While the Labour party, traditionally the champion of liberal permissiveness, has the lowest approval rating ever, the Conservative party now has one of the highest, despite saying things about social degeneration in broken Britain that would have been unmentionable only recently and wholly unacceptable from Conservatives. We are likely to have before long a Conservative government run by a clutch of clever young family-minded, morally conservative toffs; a couple of years ago, that idea would have been laughable. Perhaps it’s true that the tide of 1960s liberalism is beginning to turn. It may be that we have arrived at a defining moment.

The magazine Standpoint certainly seems to think so. (I should declare an interest, as a contributor.) At a launch party for the right-of-centre great and good, the editor, Daniel Johnson, spoke with an almost triumphalist passion about the imperative to defend western civilisation against moral cowardice and intellectual confusion and against adversaries who don’t share our values. I thought I sensed unease among his guests, even though almost all of us must have broadly agreed with him. British conservatives tend to be embarrassed by self-celebration, even in the face of attack. It might in part explain their unwillingness to stand up against the noisy, thoughtless iconoclasm of the 1960s, and the cultural damage it has done. Perhaps they are preparing to do so now.

Nazir-Ali is unlikely to be leading them. His open disapproval of homosexuality brands whatever else he talks about with the stamp of ignorant intolerance. What is more, his indirect appeal for a return to Christian faith as the cure for our social ills is irritating. One does not have to be a practising Christian to subscribe to a post-Christian morality, and to hold it dear. The other serious problem is the way he talks of Islam. He is right that anyone with a public voice should speak out against Islamist extremism, but he must know that people do not listen carefully and often hear Islam instead of Islamist extremism, and he will be seen to be calling for a Christian revival to oppose Islam in general.

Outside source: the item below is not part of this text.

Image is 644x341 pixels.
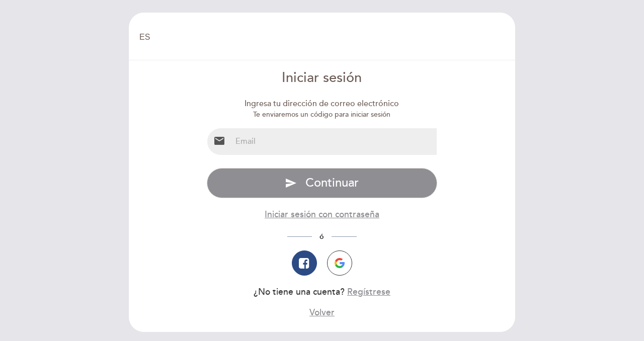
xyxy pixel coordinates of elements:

However, there is, I think, a reason why Islamist extremism is relevant to this defining moment, if it is one. After 9/11, but in this country even more so after the 7/7 attacks by British-born terrorists, liberal and libertarian conservatives began to think again. These British extremists despised us for our decadence, and we were forced to admit they had a point. For a long time Britain and its institutions have been suffering a loss of nerve and will that amounts to a national moral funk. We have let standards fall in almost everything. From the lies and finaglings about expenses in the House of Commons, to the failures of standards in schools and hospitals, from the sleazy behaviour of public figures such as John Prescott and Cherie Blair to the vomiting of drunken girls on streets, from the sordid confessions of chat shows to the public humiliation of Big Brother, something has collapsed.

Our government’s unwillingness to look after our armed services is a startling example of this. Our soldiers have been sent into danger without proper body armour, with dodgy planes and inadequate tanks, and third-rate treatment in Third World hospitals at home if they are wounded. This is terrifying decadence: for if we lack the will to defend ourselves, or rather to defend those who are there to defend us, we are showing to the world’s beasts of prey the soft underbelly of decadence.

The one good thing, if there could be one, about Islamists’ murderous contempt is that at last it made us understand all this. I don’t think Nazir-Ali, even with a church militant behind him, can put his finger in the dyke of this impending disaster. However, he is at least, like Whitehouse, willing to say the unsayable; that is often a necessary driver of change.